Governing the Flow of Value Through Large Organizations

And so that kind of opened things up for me a little bit. I’m like, okay, cool. That’s what I’m going to do, right? Jeff Sutherland says, I can do it. I’m going to do it. And so from that kind of emerged a more formalized upper tier of the system. And so what we would do is we would have Scrum teams operating at the lowest level, and then we have this orchestration layer that wrote above, typically cross-functional, typically not dedicated, responsible for moving something that was bigger than a user story. You could call an epic. You call it a feature. I typically called it a feature. And what that team would do is they do some analysis and design collaboratively. They would start to do user story decomposition. They would start to look for cross-cutting concerns. They would have an eye towards sequencing the backlog and making sure that as individual Scrum teams completed their user stories, that they were all rolling up in a way that the feature item could move across the board.
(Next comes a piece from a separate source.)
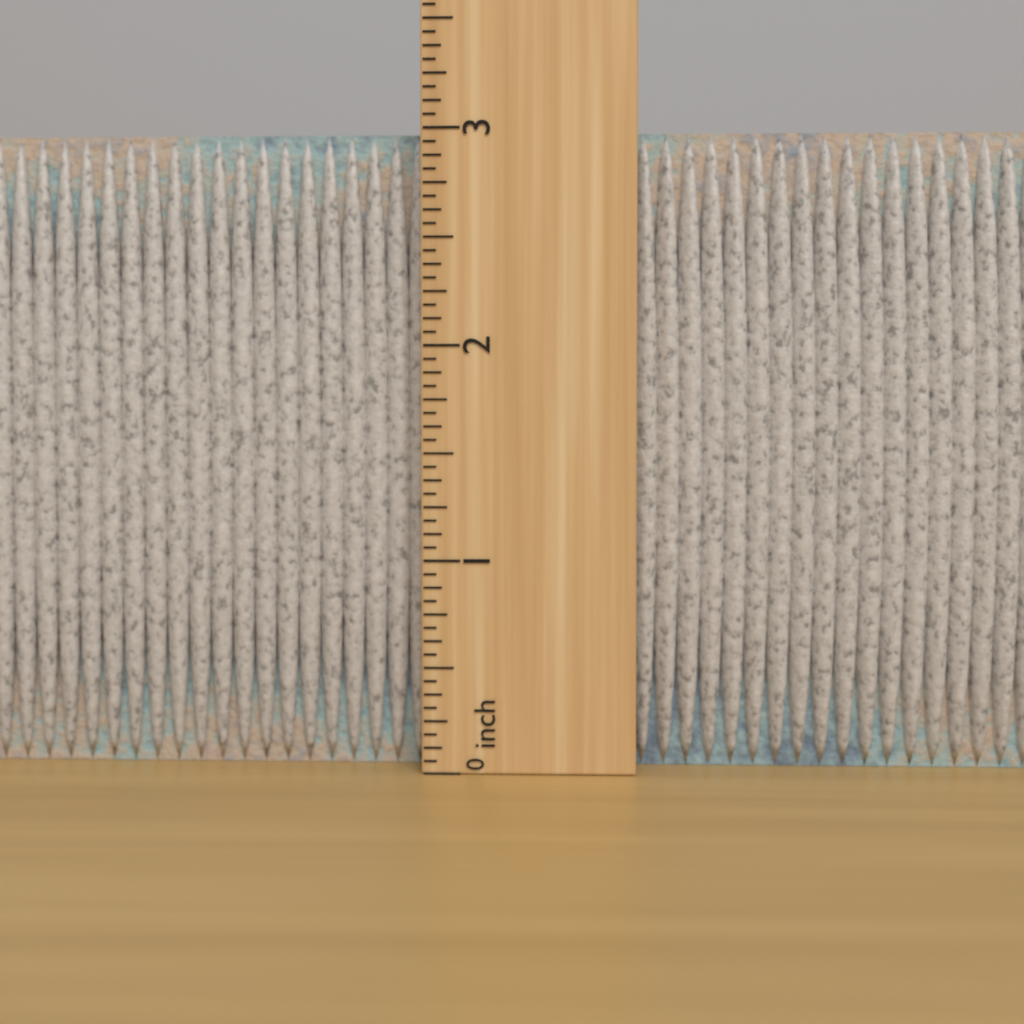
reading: 3.0000 inch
It gave us a way to anticipate and visualize bottlenecks. We started applying lean theory of constraints kind of things. We started using flow-based metrics at that level. And what we found is that in most cases, that worked. Right? So that was probably my first experience with this idea that Agile as described wasn’t really enough. Because again, if you’re a small Scrum team working on an app or working on a small project, or you’re working on something that is loosely coupled from the rest of the organization, you can handle the occasional dependency, you can handle the occasional external constraint. But when external dependency is an external constraint, so the norm, you find yourself in a situation where you have to deal with that stuff proactively. And if you can’t deal with it proactively, what you’ll find is situations where you’ve got lots of Scrum teams working, even if they’re good scrum teams, even if they’re operating off of backlogs, even if they’re able to produce a working tested increment of software, then their work doesn’t roll up into a cohesive hole and can’t actually be shipped.
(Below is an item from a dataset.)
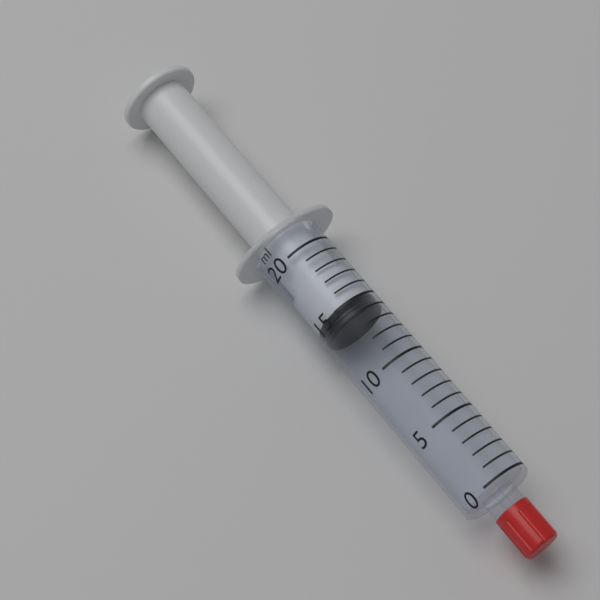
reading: 14 ml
So, you can be doing a lot of Scrum that’s really working well, but it isn’t producing business value for the organization. And so, I think as a result of that fundamental problem, that’s why we saw the emergence of SAFe, right?

Thoughts on SAFe

And really the way I think of SAFe, simply what Dean did in Safe was fairly powerful. He took a lot of best of breed thinking and rolled it into a methodology that folks could adopt, but in doing so, created a lot of complexity because it’s a really solid reference architecture full of a lot of really good ideas. But what the market demanded of Safe was make it a thing. And I have a lot of empathy for that because it’s really hard to bring abstract ideas to market. They kind of have to be a thing. But the more you make them a thing, the more prescriptive they become, the more that you have people that adapt or adopt the specifics of the methodology and kind of forget the first principles of that methodology.
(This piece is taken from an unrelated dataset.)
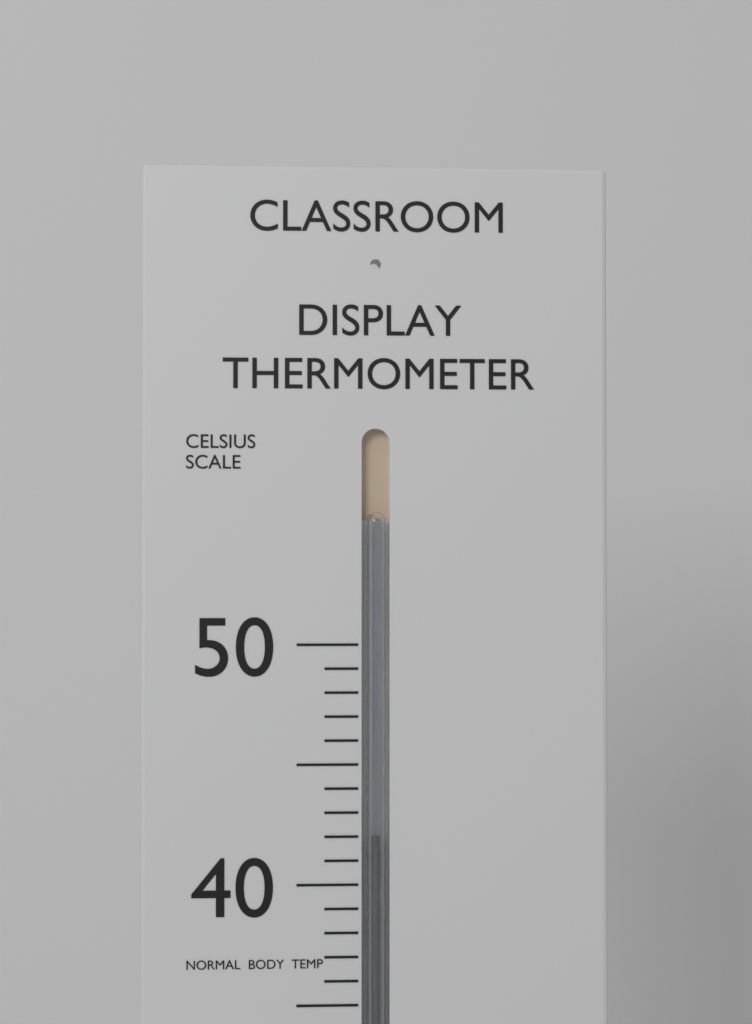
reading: 42 °C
And so what you start to see very much rational, unified process before it, you start to see, or the PMBOK for that matter, or any other methodology that has come down the pipe, is that people take it out of the box and try to implement all of it. And if they don’t take it out of the box and try to implement all of it, and they start to customize it, they don’t customize it with an awareness of first principles. And so maybe that’s where we could build up into a much broader story about why I think Agile is insufficient necessary, but insufficient to solve the broader class of problems that a lot of companies are trying to solve.